In all seriousness though, I like it. I like the conservative use of dialogue, as it really makes the character seem as if he's going through an internal struggle (which he is), so it makes the character easy to connect with, until you start mentioning the parts about hearing a gun click and how a little kid, woman with a magazine, and an old man are all after him. Parts of that make me feel like he's just being paranoid. Is that the effect you were going for, or am I just interpreting things incorrectly? All in all though, it was a nice read.
iamtheprodigy iamtheprodigy - August 08, 2007 (04:44 AM)

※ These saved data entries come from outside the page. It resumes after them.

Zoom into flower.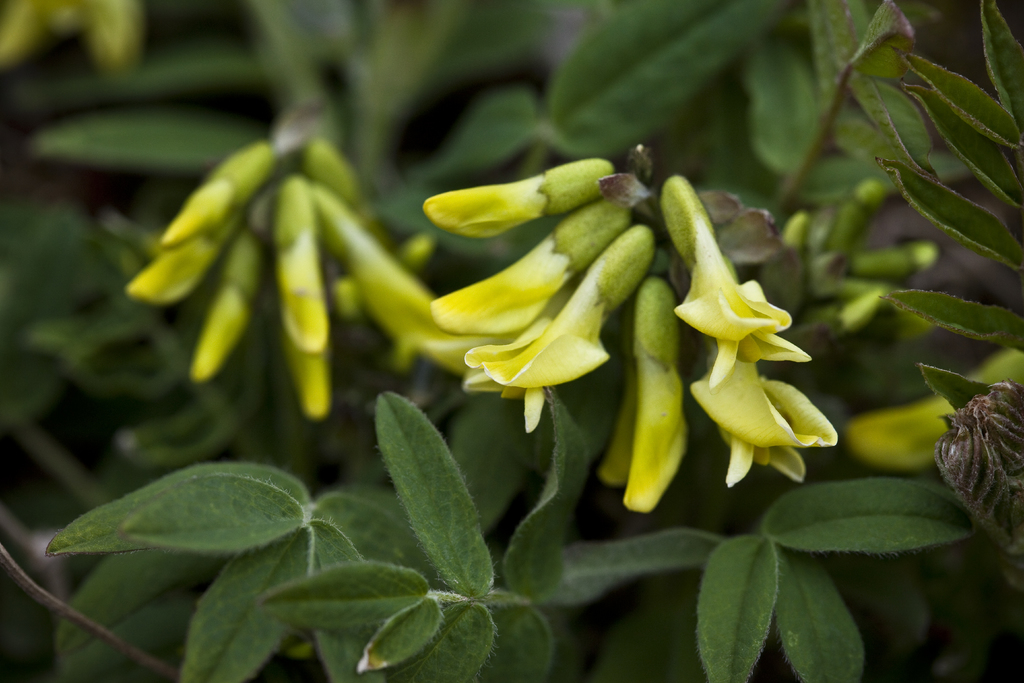
Zoom target: {"x1": 285, "y1": 340, "x2": 326, "y2": 427}.
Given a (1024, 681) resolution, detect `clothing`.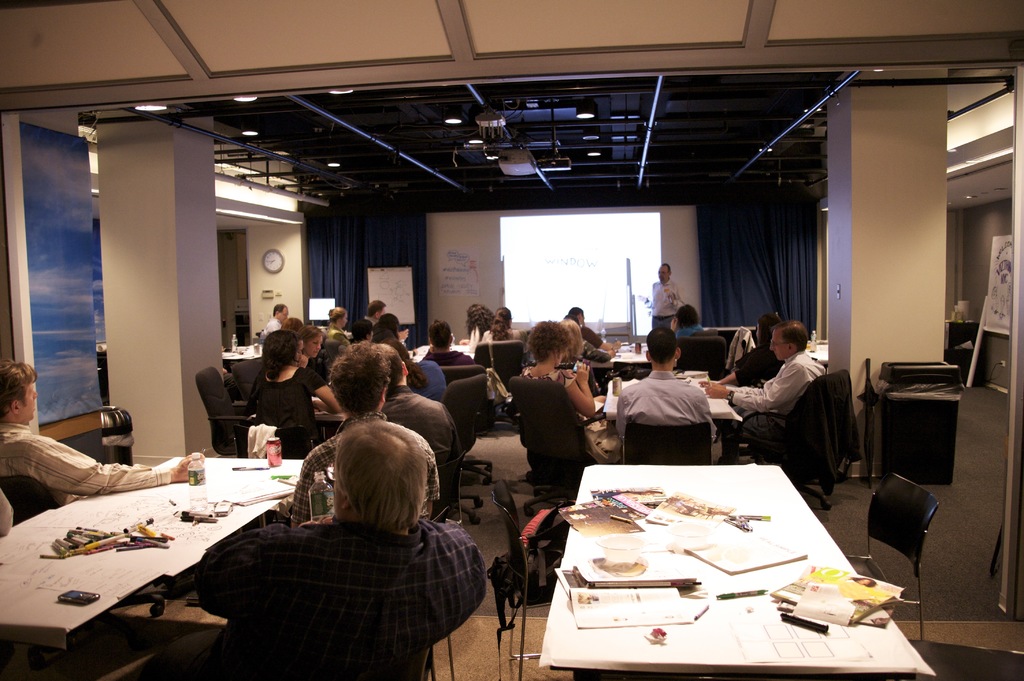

Yeah, I thought it was going to end with him just being paranoid and none of them being after him (which I guess is still possibly correct?), but instead he just shot up the place? I was hoping for a bit more.
honestgamer honestgamer - August 08, 2007 (11:01 AM)
Yes, the point was to make him paranoid and my intended effect was to make the reader wonder if he was paranoid or if the people were really after him. The unreliable narrator, sort of. So yeah, the sum of the story is that a guy with issues got on board a bus then shot up the place and left because he believed (incorrectly) that people were after him. It was kind of trying to take a credible look inside the mind of a psycho killer.

The story came around because when I was working at a computer store, a guy came in with delusions. He thought that the government web pages all had special messages just for him. It was freaky, and he was totally on the level. Said people were spying on him, tracking him, etc. So this story just took that a little bit further.
overdrive overdrive - August 08, 2007 (01:37 PM)
I like stories where people die. People died here. Therefore, I liked it.

Overall, I liked it. Pretty entertaining read from the viewpoint of a delusional psycho. In fact, you might have done just a little too well in portraying a character of this type. Maybe you should just fess up and mention this is one chapter of your autobiography. You live close enough to Canada....
wayne_steed wayne_steed - August 10, 2007 (06:27 AM)
Awesome. Just replace "James" with "Max Payne" and you've got a prime fan fiction, right there.